Folks,
There are probably reliable reports that we can use:
(1) reports by state and local election authorities on the elections in their states or districts;
(2) the debate on January 6 over certifying the vote in Ohio;
(3) essays in political science journals;
(4) books such as the Almanac of American Politics 2006 by Michael Barone will have articles on the outcomes;
(5) reports on the court challenge.
While blogs can be useful, a lot depends on the credibility of the blogger - Michael Barone. Like in all articles, we should aim for a neutral point of view. For example, in the number of articles on voter fraud, there is precious little on Wisconsin (won narrowly by John Kerry) where an inquiry found clear evidence of fraud see [ http://www.jsonline.com/news/metro/may05/324933.asp].

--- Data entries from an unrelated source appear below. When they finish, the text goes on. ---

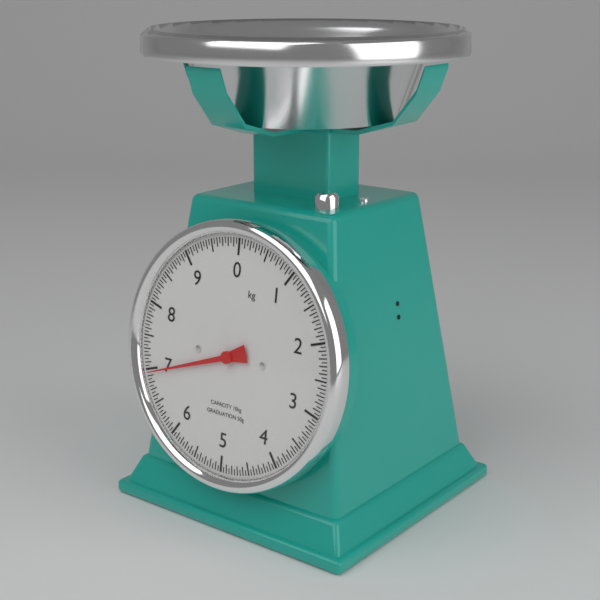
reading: 6.95 kg
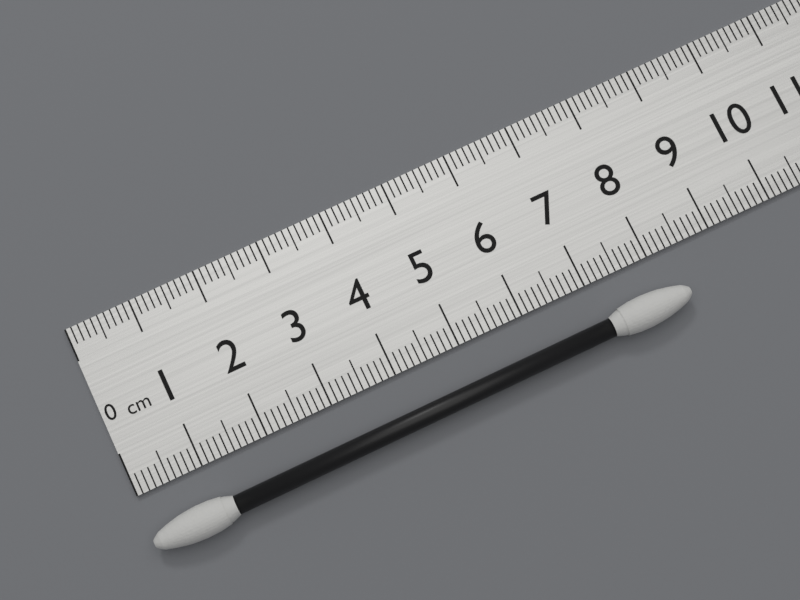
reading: 8.3 cm
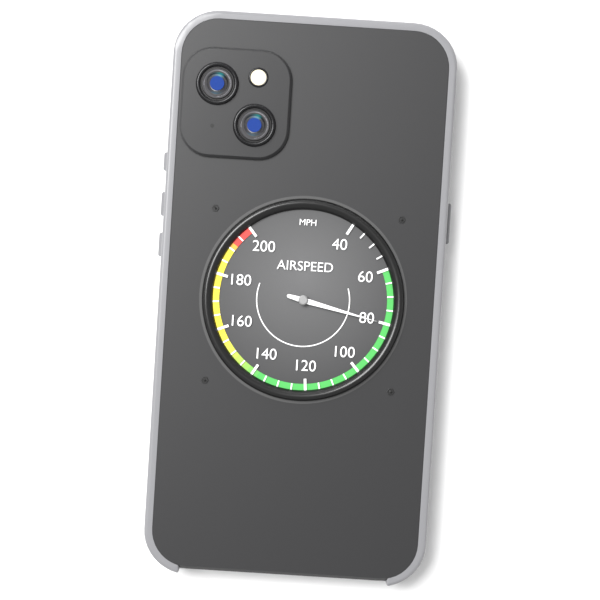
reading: 80 mph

Kerry's margin in Wisconsin was much less than Bush's in either Florida or Ohio by the way. We are now in a situation when reliable sources are available and more will become progressively available. We should clean up these articles for NPOV, make sure we use reliable sources in a balanced way and get rid of the claims in the articles that just don't stack up.
Regards
Keith Old
Keith Old User:Capitalistroadster
On 10/19/05, Fastfission fastfission@gmail.com wrote:
The key issue here is not the topic at hand but whether or not it is verifiable. The main question here seems to be, "Do blogs count as sources?" In certain rare cases they ought to be, but in general they are no better than citing user pages on Wikipedia. If a blog can cite a source, then we can find that source and cite it ourselves, I assume.
If you remove everything from the article that is cited with a blog, and everything which is not cited but should be, what do you have? Perhaps it would be a useful rhetorical technique to try on one of them, whether it gets reverted or not.

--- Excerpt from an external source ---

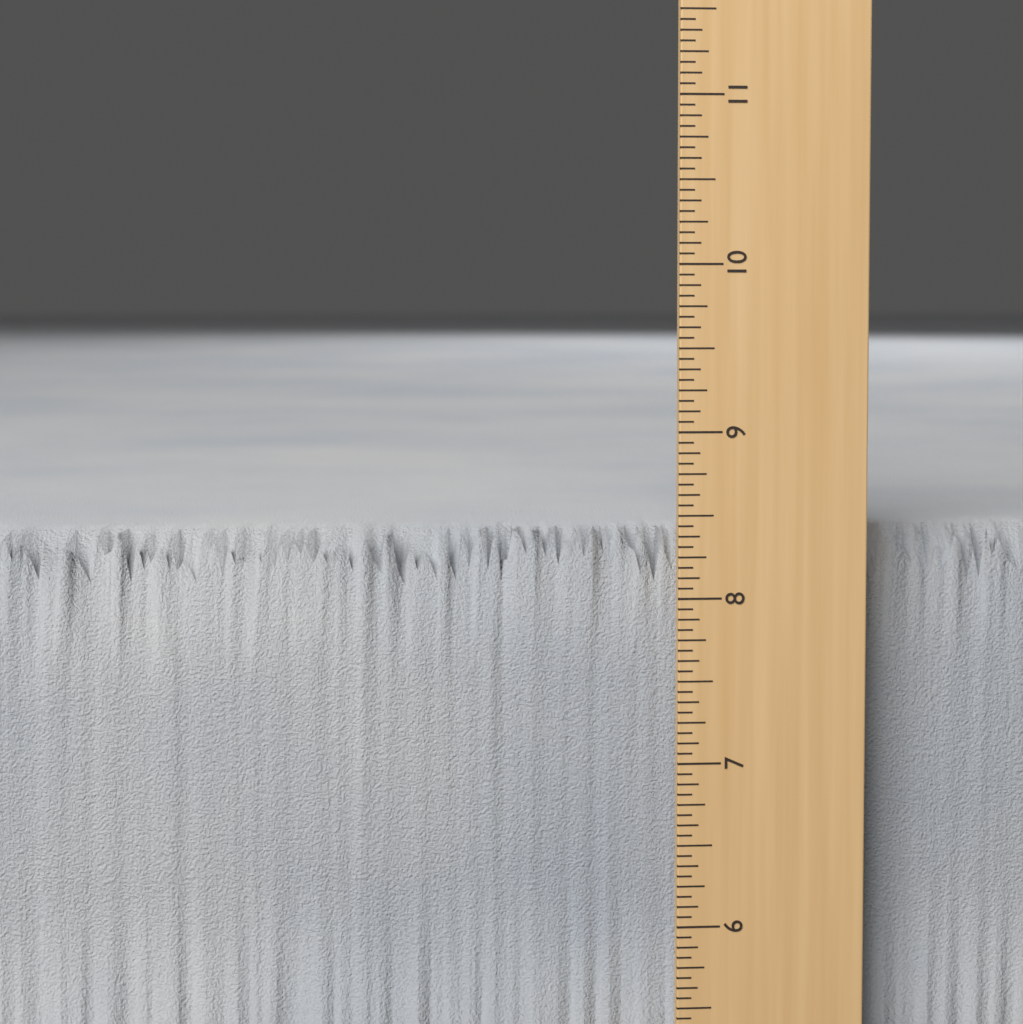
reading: 8.3750 in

Of course, all of the above rests on the conclusion that blogs don't count as sources in and of themselves for articles of this sort. The people who wrote the articles are obviously going to disagree on this, hence the entire root of this dispute. I think it'd be nice to have some sort of "ruling on high" every once in awhile about what counts as evidence and what doesn't (what Foucault would call defining our "regimes of truth") but I'm not sure there's any way to do it systematically or rigorously. But perhaps that isn't needed -- perhaps a one-time, "this doesn't work in this situation" wouldn't be so bad (seems to have worked out with the LaRouchies).
Again, this doesn't have to have to do anything with politics if it is honestly just a source issue. If "real" sources on these topics come out later, the articles can be rewritten, simple as that.
FF
On 10/18/05, Philip Sandifer snowspinner@gmail.com wrote:
On Oct 18, 2005, at 1:33 PM, Guettarda wrote:
I see. So saying "obviously you support election fraud" would be appropriate too, and not "needlessly" inflammatory? Interesting.
I don't know how to answer this, except to say this. I have taught freshman composition at a respected university, focusing particularly on research. If one of my students handed me a paper that used those citations in that way, I would fail them. Regardless of whether there was election fraud, the article is a poorly written, POV mess. And it is not the place of Wikipedia to decide if there was election fraud - it's the place of Wikipedia to accurately describe the controversy surrounding it. A controversy that led to no successful challenges to the outcome of the election, and no lasting media coverage. Instead of this, though, we have 60,000 words of original research.